Read MoreLeonard Bernstein’s life journey defined his role as one of America’s most important musical figures, while fighting to create social change and inspire political activism.
Read MoreThis year’s assortment of eclectic and potent documentary shorts takes us all over the world: from New York and California, to Germany, Israel, and Poland.
Read MoreRelationships, romantic and familial, are the glue that binds these superb narrative shorts together.
Read MoreJFI is proud to present the 2022 Freedom of Expression Award to Sergei Loznitsa, the director of "Babi Yar.
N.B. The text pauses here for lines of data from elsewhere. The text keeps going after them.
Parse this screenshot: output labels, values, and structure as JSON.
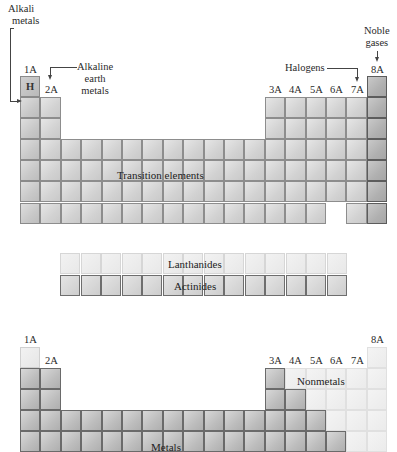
{
  "top_table": {
    "group_labels": {
      "g1": "1A",
      "g2": "2A",
      "g13": "3A",
      "g14": "4A",
      "g15": "5A",
      "g16": "6A",
      "g17": "7A",
      "g18": "8A"
    },
    "hydrogen_symbol": "H",
    "callouts": {
      "alkali_metals_line1": "Alkali",
      "alkali_metals_line2": "metals",
      "alkaline_earth_line1": "Alkaline",
      "alkaline_earth_line2": "earth",
      "alkaline_earth_line3": "metals",
      "halogens": "Halogens",
      "noble_gases_line1": "Noble",
      "noble_gases_line2": "gases"
    },
    "region_labels": {
      "transition_elements": "Transition elements"
    }
  },
  "f_block": {
    "lanthanides": "Lanthanides",
    "actinides": "Actinides",
    "cells_per_row": 14
  },
  "bottom_table": {
    "group_labels": {
      "g1": "1A",
      "g2": "2A",
      "g13": "3A",
      "g14": "4A",
      "g15": "5A",
      "g16": "6A",
      "g17": "7A",
      "g18": "8A"
    },
    "region_labels": {
      "metals": "Metals",
      "nonmetals": "Nonmetals"
    }
  },
  "colors": {
    "standard_cell": "#d6d6d6",
    "noble_gas_cell": "#b4b4b4",
    "lanthanide_cell": "#ececec",
    "actinide_cell": "#d4d4d4",
    "metal_cell": "#c2c2c2",
    "nonmetal_cell": "#eeeeee"
  }
}
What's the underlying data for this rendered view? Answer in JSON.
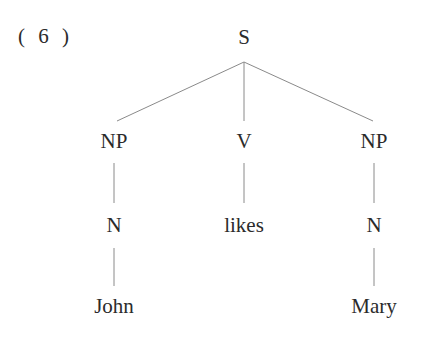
{
  "example_number": "( 6 )",
  "tree": {
    "root": "S",
    "level1": [
      "NP",
      "V",
      "NP"
    ],
    "level2": [
      "N",
      "likes",
      "N"
    ],
    "level3": [
      "John",
      "",
      "Mary"
    ]
  },
  "colors": {
    "line": "#8a8a8a",
    "text": "#2b2b2b"
  }
}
Context ". Over the past 20 years, Ukrainian-born Loznitsa has produced a powerful body of award-winning documentary and narrative films that explore how “when memory turns into oblivion, when the past overshadows the future, it is the voice of cinema that articulates the truth.”
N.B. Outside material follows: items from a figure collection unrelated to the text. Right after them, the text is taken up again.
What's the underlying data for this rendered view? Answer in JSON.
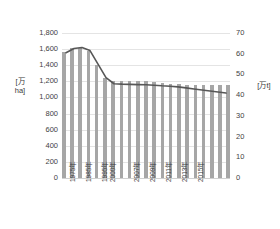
{
  "chart_data": {
    "type": "bar",
    "title": "",
    "subtitle": "",
    "xlabel": "",
    "ylabel": "[万ha]",
    "y2label": "[万t]",
    "ylim": [
      0,
      1800
    ],
    "y2lim": [
      0,
      70
    ],
    "grid": true,
    "legend": "none",
    "x": [
      "1975年",
      "1980年",
      "1985年",
      "1990年",
      "1995年",
      "2000年",
      "2005年",
      "2006年",
      "2007年",
      "2008年",
      "2009年",
      "2010年",
      "2011年",
      "2012年",
      "2013年",
      "2014年",
      "2015年",
      "2016年",
      "2017年",
      "2018年",
      "2019年"
    ],
    "categories": [
      "1975年",
      "1980年",
      "1985年",
      "1990年",
      "1995年",
      "2000年",
      "2005年",
      "2006年",
      "2007年",
      "2008年",
      "2009年",
      "2010年",
      "2011年",
      "2012年",
      "2013年",
      "2014年",
      "2015年",
      "2016年",
      "2017年",
      "2018年",
      "2019年"
    ],
    "y_ticks": [
      "1,800",
      "1,600",
      "1,400",
      "1,200",
      "1,000",
      "800",
      "600",
      "400",
      "200",
      "0"
    ],
    "y_tick_values": [
      1800,
      1600,
      1400,
      1200,
      1000,
      800,
      600,
      400,
      200,
      0
    ],
    "y2_ticks": [
      "70",
      "60",
      "50",
      "40",
      "30",
      "20",
      "10",
      "0"
    ],
    "y2_tick_values": [
      70,
      60,
      50,
      40,
      30,
      20,
      10,
      0
    ],
    "x_tick_labels_shown": [
      "1975年",
      "1985年",
      "1995年",
      "2000年",
      "2007年",
      "2009年",
      "2011年",
      "2013年",
      "2015年"
    ],
    "series": [
      {
        "name": "耕地面積",
        "type": "bar",
        "axis": "left",
        "unit": "万ha",
        "color": "#a6a6a6",
        "values": [
          1560,
          1610,
          1620,
          1580,
          1400,
          1240,
          1200,
          1200,
          1200,
          1200,
          1200,
          1190,
          1180,
          1170,
          1170,
          1160,
          1160,
          1150,
          1150,
          1150,
          1150
        ]
      },
      {
        "name": "生産量",
        "type": "line",
        "axis": "right",
        "unit": "万t",
        "color": "#575757",
        "values": [
          60.5,
          62.5,
          63.0,
          61.5,
          55.0,
          48.5,
          45.5,
          45.3,
          45.2,
          45.1,
          45.0,
          44.8,
          44.5,
          44.3,
          44.0,
          43.5,
          43.0,
          42.5,
          42.0,
          41.5,
          41.0
        ]
      }
    ]
  },
  "axis_titles": {
    "left": "[万ha]",
    "right": "[万t]"
  }
}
Read MoreIn this transfixing wartime drama starring Daniel Auteuil, a Parisian jewelry shop under Nazi occupation becomes the site of a volatile, domestic secret between three ordinary people.
Read MoreWhen Esther (Nathalie Baye), a Parisian seamstress on the verge of retirement, offers a troubled young woman an internship at Dior, their disparate lives become as entangled as the threads in their needlework.
Read MoreThe role of the United States before, during, and after one of the greatest humanitarian crises in history is explored in this three-part documentary by Ken Burns, Lynn Novick, and Sarah Botstein.
Read MoreMeir and Tova are an Israeli married couple, prematurely aged by their semi-retired life of banal comfort. When a sexy bachelor moves into the penthouse, all their routines will be gleefully upended.
Read MoreA quirky comedy about a former Catholic school girl turned atheist who wrestles with an unplanned pregnancy, a proposal and pressure from her future in-laws to convert to Judaism.
Read MoreA wedding brings a middle-class Palestinian businessman and his family back to the small Arab village where he grew up. An unexpected military lockdown forces him to reassess his past and confront his future.
Read MoreWhile digging in an Israeli archive, a film researcher stumbles across never-before-seen footage from a long-lost Palestinian Liberation Organization archive seized by Israel in the 1982 Lebanon war.
Read MoreSix-year-old Alva and his filmmaker father share a loving vision of the world as a series of small revelations. Bedtime, family haircuts, aging and the stirrings of first love are sublimely explored in this cinematic essay. First Prize, DocAviv Film Festival; Best Documentary, Ophir Awards.
Read MoreAll Pinhas wants is a supportive family life and to study for his bar mitzvah. His secular, single, hard-working mother can't provide it. Maybe their religious neighbor can.
Read MoreA graduate student conducts research into an alleged massacre in a Palestinian village in 1948. His work cuts through the silence, prompts a re-examination of why "Al Nakba (the catastrophe)” is taboo in Israeli society, and reveals opposing narratives.